Desmond did not tell him that he had been deferred from service in World War II because he was the sole support of his sick mother. Ever since then, he'd felt guilty, but at least here he could do his bit -- however minute -- for his country.

The officer stood up, though not in a coordinated manner. "Okay. I'll see you get your issue. It's only fair to warn you, though, that these fuck-ups play some mighty strange tricks. You should see what they blow out of their cannons."

Fifteen minutes later, Desmond left, a pile of uniforms and manuals under one arm. Since he didn't want to return home with them, he checked them in at the university book store. The girl put them on a shelf alongside other belongings, some of them unidentifiable to the noncognoscenti. One of them was a small cage covered with a black cloth.

Desmond walked to Fraternity Row. All of the houses had Arabic names, except the House of Hastur. These were afflicted with the same general decrepitude and lack of care as the university structures. Desmond turned in at a cement walk, from the cracks of which spread dying dandelions and other weeds. On his left leaned a massive wooden pole fifteen feet high. The heads and symbols carved into it had caused the townspeople to refer to it as the totem pole. It wasn't, of course, since the tribe to which it had belonged were not Northwest Coast or Alaskan Indians. It and a fellow in the university museum were the last survivors of hundreds which had once stood in this area.

Desmond, passing it, put the end of his left thumb under his nose and the tip of his index finger in the center of his forehead, and he muttered the ancient phrase of obeisance, "Shesh-cotooahd-ting-ononwa-senk." According to various texts he'd read, this was required of every Tamsiqueg who walked by it during this phase of the moon. The phrase was unintelligible even to them, since it came from another tribe or perhaps from an antique stage of the language. But it indicated respect, and lack of its observance was likely to result in misfortune.

He felt a little silly doing it, but it couldn't hurt.

The unpainted wooden steps creaked as he stepped upon them. The porch was huge; the wires of the screen were rusty and useless in keeping insects out because of the many holes. The front door was open; from it came a blast of rock music, the loud chatter of many people, and the acrid odor of pot.

Desmond almost turned back. He suffered when he was in a crowd, and his consciousness of his age made him feel embarrassingly conspicuous. But the huge figure of Wendell Trepan was in the doorway, and he was seized by an enormous hand.

"Come on in!" Trepan bellowed. "I'll introduce you to the brothers!"

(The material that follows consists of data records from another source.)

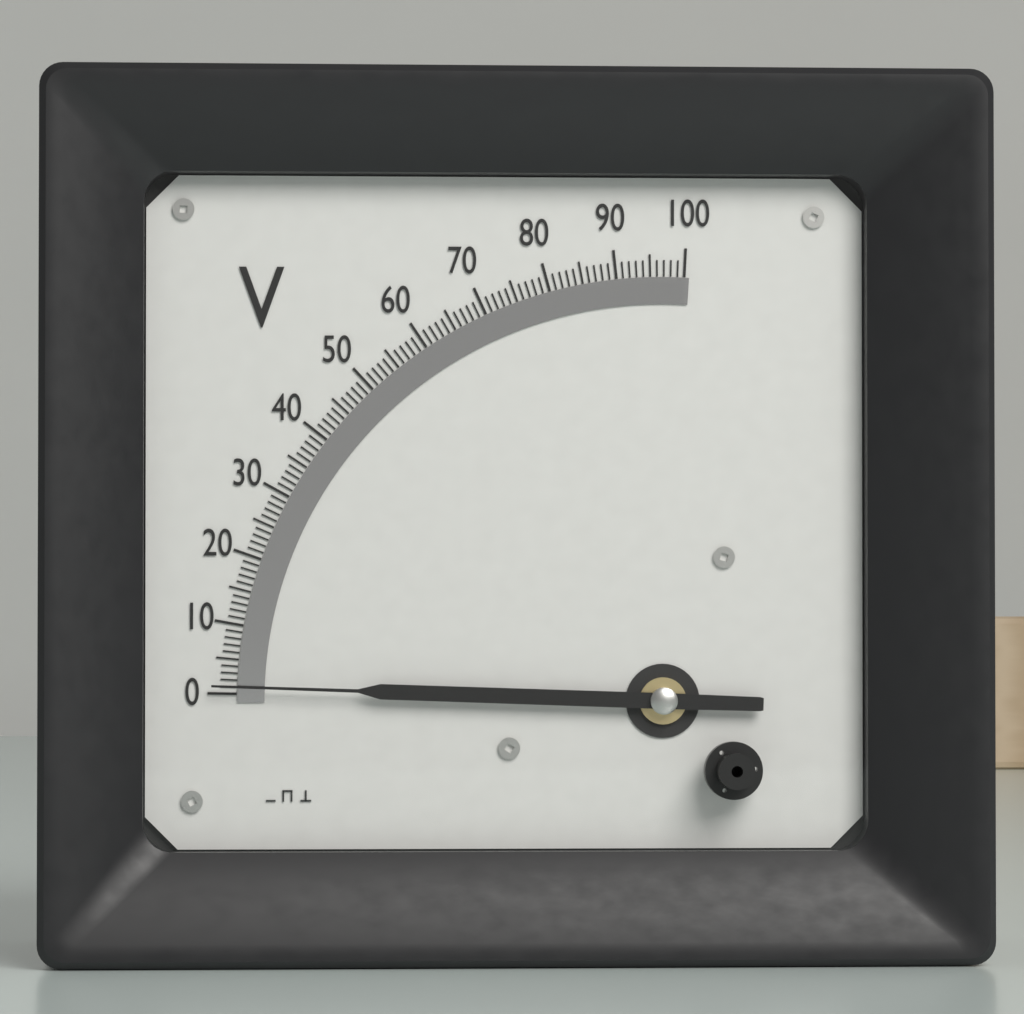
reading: 1 V
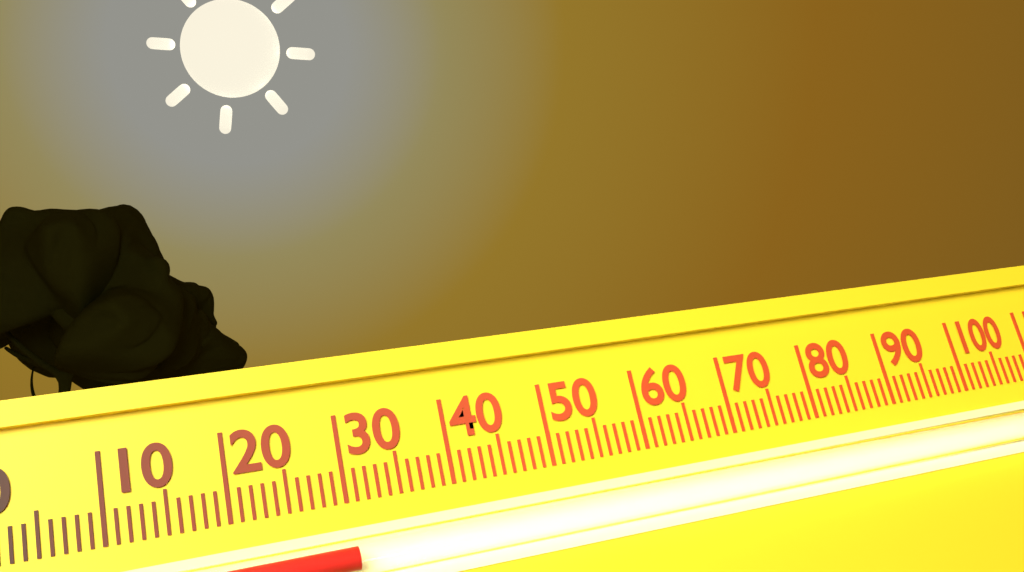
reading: 30 (no unit)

Desmond was pulled into a large room jammed with youths of both sexes. Trepan bulled through, halting now and men to slap somebody on the back and shout a greeting and once to pat a well-built young woman on the fanny. Then they were in a corner where Professor Layamon sat surrounded by people who looked older than most of the attendees. Desmond supposed that they were graduate students. He shook the fat swollen hand and said, "Pleased to meet you again," but he doubted that his words were heard.

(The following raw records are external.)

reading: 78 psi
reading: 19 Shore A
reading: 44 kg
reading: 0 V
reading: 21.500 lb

Layamon pulled him down so he could be heard, and he said, "Have you made up your mind yet?"

The old man's breath was not unpleasant, but he had certainly been drinking something which Desmond had never smelled before. The red eyes seemed to hold a light, almost as if tiny candles were burning inside the eyeballs. "About what?" Desmond shouted back. The old man smiled and said, "You know." He released his grip. Desmond straightened up. Suddenly, though the room was hot enough to make him sweat, he felt chilly. What was Layamon hinting at? It couldn't be that he really knew. Or could it be?